Folwell: Yeah. And that kind of leads me to the next question which …. Great insights, again, is like, how are you doing things differently right now? Has your operations changed significantly? And are there things that you kind of see as the future of work or future search going forward?

Mullings: Sure. And we’ll talk about that. But we made the big digital transition about five years ago in a major project we have with Johnson & Johnson and Google. And we can go into that. And we’ve doubled and tripled down on scaling out our subject matter expertise to the marketplace, because the really great candidates are not answering want ads, they’re not even looking at want ads, what they’re doing is they’re working in their current job, their head is down, but they’re aware that you’re a voice of a category, whatever your specialty is, whether it’s nursing, whether it’s medical device, whether it’s contract, or construction equipment, supply chain, whatever your expertise in your office or desk is, you’re already a subject matter expert, right?

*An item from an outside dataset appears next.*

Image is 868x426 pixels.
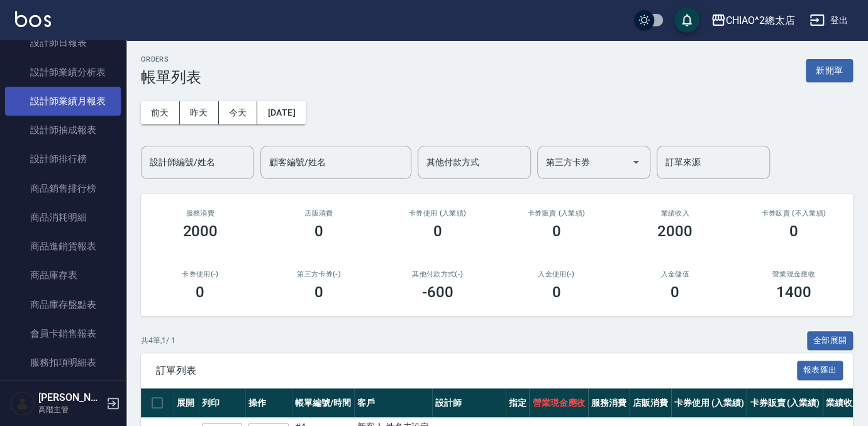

Only though to the 400 people you generally talk to all the time. Those 400 people constitute 80% of your desk. And you’ve spent five years, 10 years, 30 years in search. So you’re an SME in your area of expertise. But only those 400 people see it. When you do a digital transition, you now, via LinkedIn and other platforms, can be speaking to 50 to 100,000 people a day with your knowledge of the industry. And now, what you’re doing is building your subject matter expertise up to a voice of a category where you’re not even putting job postings up. But you’re putting out, if you have a career in this industry, where’s the industry going? What should you be keeping your eyes on? Here’s what we’re seeing in the market. Here’s the disruptive and dislocating technologies going on due to everybody’s digital transition, no matter what industry you’re in.

Here’s what’s going to be irrelevant in three years. So if you’re in this, get the heck away from it. Here’s where the venture money is going in, the private equity money is going in, the public money’s going in. That’s fuel for growth. And so, you need to be talking about that on the LinkedIn platform. That’s the platform for today. It may or may not be around. I don’t think it’s a Meta going from Facebook, but it should be around for a number of years. And you should be doing that. And then, the market will come to you.

I will tell you, we have not made an outbound marketing call for JO in years. And I will say that most of our candidates are call-ins on JOs posted online because of our subject matter expertise and our domination from a voice-of-the-industry perspective.

Folwell: That’s amazing. And so, I’m a big HubSpot guy and inbound marketer, and you’re doing inbound recruiting, which I love. Do you have a content team that does that? Do you expect each of the recruiters or the search specialist to be learning and doing it themselves? How do you kind of facilitate that to make sure it’s actually working?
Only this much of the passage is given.